Sara Spanghero



Queer as the Sea: Representations of Fluid Adolescence in Literature and Cinema

During the 1920s, the traditional Bildungsroman is replaced by its modernist counterpart; this features adolescent protagonists whose development into mature adult is for some reason arrested.
The thematic analysis I carry out in my dissertation narrows down to a particular category of modernist Bildungsromane in which this condition of arrested development is effectively symbolised in the relationship of the main characters with the dimension of the sea (and/or with the element of water in general).
Among others, I particularly focus on the work of James Joyce (A Portrait of the Artist as a Young Man, selected chapters from Ulysses and selected short stories from Dubliners) and of Virginia Woolf (The Voyage Out, To the Lighthouse). Moreover, I expand the scope of my investigation to cinema and compare the representation of the relationship adolescence/sea in the two media. While I mostly concentrate on English literary Modernism, as far as cinema is concerned, I mainly focus on the French New Wave (especially on some of François Truffaut's films), which developed in the late 1950s.
Even though apparently disconnected in space and time, these two cultural movements share significant commonalities with regard to the representation of adolescence.
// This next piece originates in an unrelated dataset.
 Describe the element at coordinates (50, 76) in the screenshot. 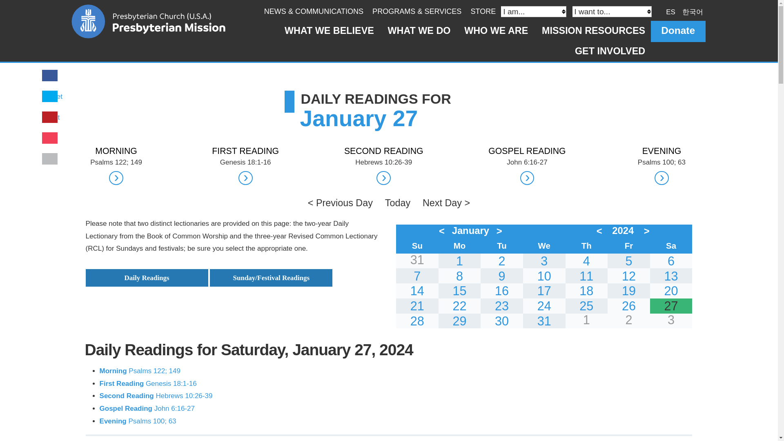

I see `Share on Facebook` at that location.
The protagonist's achievement of adulthood is constantly deferred, thereby also refusing/failing to align with an established social norm, which is often epitomised in the (heterosexual) marriage. Starting from this premise, I consider the characters of the works I examine as queer individuals, thereby intending to highlight the natural fluidity of identities that these figures advocate, which is in turn symbolised by the aquatic element.